"WOUND"

Rankin, Robert L rankin at ku.edu
Mon May 8 18:07:59 UTC 2006


Yep, the relationship between accent, pitch, laryngeal and segmental features is a wide-open area in Siouan phonology.  I did a paper for one of the Mid America MALC volumes several years back in which I related V?V sequences (where the Vs are identical) to phonemic falling pitch, with examples from Ponca, Quapaw, Biloxi and a few from Hidatsa.  The Ponca cases provided very nice recorded examples in which the falling pitch "bottomed out" in the middle of a long or geminate vowel resulting in either [creaky voice] or [?] generated between the two halves of the VV sequence.  This often resulted in a "broken vowel", as SE Asianists like to call them.  So an earlier falling pitch (high pitch on the 1st mora) might be something to look at in phonetic [V?V] sequences.
 
Bob

________________________________

From: owner-siouan at lists.colorado.edu on behalf of Rgraczyk at aol.com
Sent: Mon 5/8/2006 12:24 PM
To: siouan at lists.colorado.edu
Subject: Re: "WOUND"


In a message dated 5/7/2006 3:47:23 PM Mountain Standard Time, rankin at ku.edu writes:

	That's interesting.  So the Crow rule(s) should actually be:
	
	*?V  >  *V?  >  VV'  with the usual pitch-raising phonetic characteristics of [?] showing up in place of the [?] itself.  Makes perfect sense to me.

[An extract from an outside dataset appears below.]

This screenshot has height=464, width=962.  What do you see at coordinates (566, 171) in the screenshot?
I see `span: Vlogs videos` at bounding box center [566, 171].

I have found about a dozen stems where the Hidatsa has V'?V, and the Crow has VV', e.g., Hi kure?e Cr kulee' 'keep'.  There are others, however, where Crow preserves the accentual pattern of the Hidatsa while losing the glottal: Hi ate'?e Cr asi'i 'appear', so the data is mixed.  In general, accentual patterns in Crow and Hidatsa cognates are often unpredictible.  We have a lot to learn in this area.